No, it was all working out very well: he had all four of the leaders of the Great Sects and the Yiling Patriarch supporting him, he could dump all the parts of being in charge that he didn’t like on Jin Zixuan’s lap, and anyone who even thought about calling him the son of a prostitute would very quickly find themselves rethinking it at the end of little Xue Chengmei’s knife or Mo Xuanyu’s teary eyes, depending on which approach they thought would be more effective.
Now that was an unlikely pair to have adopted each other as brothers: Xue Yang had been the most talented demonic cultivator in Jin Guangshan’s little nest, a twelve-year-old delinquent from Kuizhou (Wei Wuxian had thrown a fit), and Mo Xuanyu was the emotionally unstable, cowardly cutsleeve son that Jin Guangshan had brought back specifically to irritate Meng Yao. Meng Yao had deliberately forced them to share a room in the hopes that they would balance each other out, and it had worked surprisingly well.

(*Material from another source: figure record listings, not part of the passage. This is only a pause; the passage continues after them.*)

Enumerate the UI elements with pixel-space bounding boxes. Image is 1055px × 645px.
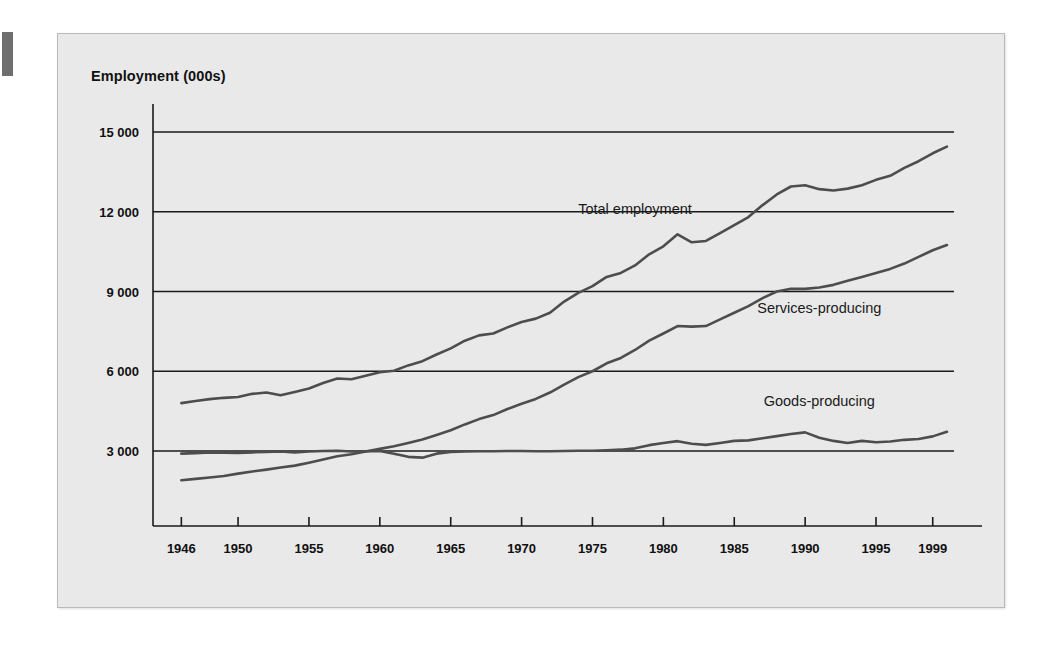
x-tick-label: 1950 bbox=[224, 541, 253, 556]
x-tick-label: 1965 bbox=[436, 541, 465, 556]
x-tick-label: 1970 bbox=[507, 541, 536, 556]
series-line-total-employment bbox=[181, 147, 947, 404]
line-chart-svg: 3 0006 0009 00012 00015 000 194619501955… bbox=[58, 34, 1006, 609]
x-tick-label: 1960 bbox=[365, 541, 394, 556]
y-tick-label: 9 000 bbox=[106, 285, 139, 300]
annotation-services-producing: Services-producing bbox=[757, 300, 881, 316]
x-tick-label: 1980 bbox=[649, 541, 678, 556]
series-line-services-producing bbox=[181, 245, 947, 480]
series-annotations: Total employmentServices-producingGoods-… bbox=[578, 201, 881, 408]
x-axis-tickmarks bbox=[181, 517, 932, 526]
x-axis-tick-labels: 1946195019551960196519701975198019851990… bbox=[167, 541, 947, 556]
x-tick-label: 1999 bbox=[918, 541, 947, 556]
x-tick-label: 1990 bbox=[791, 541, 820, 556]
y-axis-tick-labels: 3 0006 0009 00012 00015 000 bbox=[99, 125, 139, 459]
x-tick-label: 1946 bbox=[167, 541, 196, 556]
y-tick-label: 6 000 bbox=[106, 364, 139, 379]
page-edge-marker bbox=[2, 32, 13, 76]
annotation-goods-producing: Goods-producing bbox=[764, 393, 875, 409]
x-tick-label: 1955 bbox=[294, 541, 323, 556]
y-tick-label: 15 000 bbox=[99, 125, 139, 140]
y-tick-label: 12 000 bbox=[99, 205, 139, 220]
x-tick-label: 1975 bbox=[578, 541, 607, 556]
page-canvas: Employment (000s) 3 0006 0009 00012 0001… bbox=[0, 0, 1055, 645]
annotation-total-employment: Total employment bbox=[578, 201, 692, 217]
plot-area: 3 0006 0009 00012 00015 000 194619501955… bbox=[58, 34, 1006, 609]
figure-panel: Employment (000s) 3 0006 0009 00012 0001… bbox=[57, 33, 1005, 608]
series-line-goods-producing bbox=[181, 432, 947, 458]
y-tick-label: 3 000 bbox=[106, 444, 139, 459]
x-tick-label: 1985 bbox=[720, 541, 749, 556]
x-tick-label: 1995 bbox=[862, 541, 891, 556]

Of course, Meng Yao still had no idea what to do with either of them, especially ever since they’d developed crushes on two travelling cultivators – apparently Xue Yang was also a cutsleeve, just much less obvious about it – but he supposed it didn’t really matter. He’d figure it out.
Eventually.
He had time - time and good company, now that the Song of Clarity was helping calm Nie Mingjue’s endless temper. Lan Xichen had promised to teach it to Meng Yao as well, so that they could play it for Nie Mingjue together, and then switch out - Meng Yao had suggested that Nie Huaisang learn it as well, both to help calm his older brother and to ensure that he would be able to calm himself in the inevitable future when his own cultivation got to be too much for him.
In the end, it seemed respect was something you could live on after all.
Your art is wonderful and you are a wonderful person. Also, are you really the person responsible for hotwings (dabihawks)? Because I saw the hotwings tag used a couple of times for endeavor/hawks And I Am Confused. And annoyed, because I was looking for dabihawks hotwings and Did Not Want To See That.
sdlkfjsd thank you!!! and tbh i’m sure that other people thought up about Hotwings around the same time as I did but i can say that i helped fan the flames for the ship? (like back when dabi and hawks had NO interaction/panels together at all LOL,,,,) i started shipping them together because i was kinda meh with endhawks in the beginning and really thought that Hawks knowing Dabi was very high chance :D
@ramblebrambleamble replied to your post “you ever love all the women in bleach to flex on people who post in...”
Characters? Yes. Skimpy designs? Make me angry.
To be clear it’s totally fine to be angry about how women are treated and portrayed in fiction! What’s not ok is to do what people in the anti-ship tags do, attack women in the name of their ship and criticize the author’s choices not because they actually think women deserve better but because they want to throw dirt on another ship. My post was more about shippers who tear down female characters and criticize the author over shipping, and I think that one of the solutions to that problem is simply loving women and encouraging others to love women.